The Claremont Independent learned yesterday that Pomona's Board of Trustees will keep the songs, "Hail! Pomona, Hail!" and "Torchbearers" in what can only be described as a victory of reason and tradition over passion.
Campus leftists put "Hail! Pomona, Hail" on the path to song heaven after fliers emerged during alumni weekend suggesting that the song had been written for a minstrel show near the turn of the century by musical great, Richard N. Loucks. (So great, in fact, that he failed to graduate Pomona, driven by his own melody, no doubt.) The words of the song were innocuous enough, but that didn't assuage those who felt the school ought to apologize for its supposed racialist past. President Oxtoby recommended an interim ban until all requisite song and soul searching took place. He gave two students stipends to study the history of college songs and in typical Pomona tradition, appointed a committee, named appropriately enough, the Committee on College Songs. The students dutifully reported back exactly what they were meant to: that the song was bad, bad, bad. (Somewhere along another song, "Torchbearers," was said to offend Indians and despite its beauty, it too was slated for banning.)
Just what exactly these students did - were they researching minstrelsy or Pomona's college songs? - and why multi-thousand dollar grants were needed for the research when so many alumni offered their services and expertise for free, remains a matter for further inquiry.

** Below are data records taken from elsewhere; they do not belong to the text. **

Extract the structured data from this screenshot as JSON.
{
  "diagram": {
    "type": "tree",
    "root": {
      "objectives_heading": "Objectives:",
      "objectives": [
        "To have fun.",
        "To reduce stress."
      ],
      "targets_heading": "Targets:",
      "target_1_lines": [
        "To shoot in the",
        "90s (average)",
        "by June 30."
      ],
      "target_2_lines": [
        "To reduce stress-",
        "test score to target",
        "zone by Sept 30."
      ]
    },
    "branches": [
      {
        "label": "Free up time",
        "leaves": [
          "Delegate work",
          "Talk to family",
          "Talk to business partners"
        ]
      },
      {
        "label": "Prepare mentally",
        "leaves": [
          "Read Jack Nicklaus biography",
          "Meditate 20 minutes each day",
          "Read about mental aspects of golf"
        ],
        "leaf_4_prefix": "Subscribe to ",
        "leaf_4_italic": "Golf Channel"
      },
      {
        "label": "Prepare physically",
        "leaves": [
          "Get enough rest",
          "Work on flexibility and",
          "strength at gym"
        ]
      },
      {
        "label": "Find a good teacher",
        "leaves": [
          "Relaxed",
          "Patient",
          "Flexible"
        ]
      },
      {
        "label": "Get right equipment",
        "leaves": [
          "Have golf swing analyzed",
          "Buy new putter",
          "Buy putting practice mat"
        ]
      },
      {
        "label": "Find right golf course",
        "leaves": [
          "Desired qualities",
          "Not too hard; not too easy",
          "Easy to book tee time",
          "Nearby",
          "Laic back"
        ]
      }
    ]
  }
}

Why those students were unable to find any of the research that others unearthed is troubling, to say the least.
Things got murky when those alumni did the research anyways, without official say so or permission. Alumna Rosemary Choate PO '63 deserves much of the credit here. Among her many findings, Ms. Choate demonstrated, in our eyes conclusively, that the song, "Hail! Pomona, Hail!" wasn't sung at the minstrel show that took place sometime around January 1910 as a fundraiser for the baseball team. (Oddly, no one seems to want to ban the SCIAC-champion winning baseball team. Perhaps next time, eh, fellow Stags?)

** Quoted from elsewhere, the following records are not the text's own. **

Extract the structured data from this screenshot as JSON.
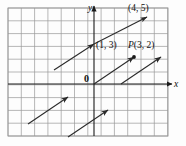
{
  "figure": {
    "type": "vector-diagram",
    "background_color": "#fdfdfd",
    "grid": {
      "line_color": "#9a9a9a",
      "cell_size_px": 13.3,
      "left_px": 8,
      "top_px": 8,
      "right_px": 168,
      "bottom_px": 136,
      "columns": 12,
      "rows": 10,
      "visible": true
    },
    "axes": {
      "color": "#1a1a1a",
      "x_axis": {
        "label": "x",
        "y_px": 84,
        "from_px": 8,
        "to_px": 172,
        "arrow": "right"
      },
      "y_axis": {
        "label": "y",
        "x_px": 94,
        "from_px": 136,
        "to_px": 6,
        "arrow": "up"
      },
      "origin_label": "0"
    },
    "vectors": [
      {
        "name": "vector-top",
        "tail_px": {
          "x": 54,
          "y": 70
        },
        "head_px": {
          "x": 94,
          "y": 44
        },
        "color": "#2b2b2b"
      },
      {
        "name": "vector-middle-upper",
        "tail_px": {
          "x": 94,
          "y": 44
        },
        "head_px": {
          "x": 147,
          "y": 17
        },
        "color": "#2b2b2b"
      },
      {
        "name": "vector-through-p",
        "tail_px": {
          "x": 94,
          "y": 84
        },
        "head_px": {
          "x": 134,
          "y": 57
        },
        "color": "#2b2b2b"
      },
      {
        "name": "vector-lower-left",
        "tail_px": {
          "x": 28,
          "y": 124
        },
        "head_px": {
          "x": 68,
          "y": 97
        },
        "color": "#2b2b2b"
      },
      {
        "name": "vector-lower-middle",
        "tail_px": {
          "x": 68,
          "y": 137
        },
        "head_px": {
          "x": 108,
          "y": 110
        },
        "color": "#2b2b2b"
      },
      {
        "name": "vector-lower-right",
        "tail_px": {
          "x": 121,
          "y": 84
        },
        "head_px": {
          "x": 161,
          "y": 57
        },
        "color": "#2b2b2b"
      }
    ],
    "points": [
      {
        "name": "point-4-5",
        "label": "(4, 5)",
        "label_px": {
          "x": 128,
          "y": 6
        },
        "dot_px": {
          "x": 147,
          "y": 17
        },
        "dot_visible": false
      },
      {
        "name": "point-1-3",
        "label": "(1, 3)",
        "label_px": {
          "x": 97,
          "y": 44
        },
        "dot_px": {
          "x": 94,
          "y": 44
        },
        "dot_visible": false
      },
      {
        "name": "point-p-3-2",
        "label_prefix": "P",
        "label": "(3, 2)",
        "label_px": {
          "x": 131,
          "y": 44
        },
        "dot_px": {
          "x": 134,
          "y": 57
        },
        "dot_visible": true
      }
    ],
    "origin": {
      "label": "0",
      "label_px": {
        "x": 84,
        "y": 74
      }
    }
  }
}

Ms. Choate's research should have ended the debate then and there, but the song committee, byzantine from conception, was slow to input either alumni or student thoughts. Hindsight may be twenty-twenty, but it seems more than clear that computer science professor, Kim Bruce, the co-chairman of the 11 member college song committee, was a poor choice for leading what ought to have been a deliberative body. Mr. Bruce, insofar as we can tell, marginalized alumni like Rosemary Choate and Carl Olson who persisted in search of the truth in spite of Bruce's reproaches. Though he said that the committee was "trying to get as much information" as they could, his conduct reveals otherwise. The song committee deliberated in secrecy, which as Bruce told the Claremont Independent's Aanchal Kapoor PO '11 in an email, "[was] decided to have confidential discussions on the committee to allow more open discussions among members."
Secrecy notwithstanding, Bruce's decision to title Ms. Choate's report on the history of the song, "the Skeptic's Report," shows an error in judgment. Ms. Choate, of all people, has shown herself to be worthy of respect, not skepticism. Unsurprisingly, Ms. Choate earned a degree in history from Pomona, served as president of the alumna association, and was honored with the Trustees' Medal of Merit in May 2007. None of which you get by producing works worthy of skepticism.
Skepticism ought to have greeted the song ban in the first place as skepticism is the hallmark of every serious student and teacher. Regrettably, students of local history know that Pomona has meandered down similar paths before, often carried there by people who ought to know better. In his notes on the history of Claremont McKenna, Professor Ward Elliott recounts how Pomona's faculty led an effort to get Gilbert and Sullivan's masterpiece,The Mikado banned for its "racist, sexist, and imperialist" overturns. The show went on, but Gilbert and Sullivan hasn't come back to Pomona since. In the more recent past, however, it was President Oxtoby of Pomona that called for all five colleges to cancel classes after the alleged attack on Kerri Dunn, a CMC a visiting psychology professor five years prior. (Days later it was found to be a hoax.)
By waiting several months before jumping to a conclusion, President Oxtoby and the Song Committee deserve credit for learning the lessons of Dunn, but they would be wise to learn from the outcry - more than 800 letters to Pomona! - that the interim ban prompted. Kudos goes to the Pomona alumni and students who, to paraphrase a Pomona gate, remained more thoughtful than eager when prompted to consider banning the songs.
Now if Mr. Oxtoby and others would like to agitate against an artist whose lyrics are racist (and sexist and homophobic, too!), might we suggest he condemn and his supporters boycott a certain rapper sure to arrive to much fanfare and sold out seats next semester? To be fair, perhaps such suggestions are Ludacris, but we have to ask all the same.
Charles Johnson is a sophomore at CMC and an assistant editor of the CI.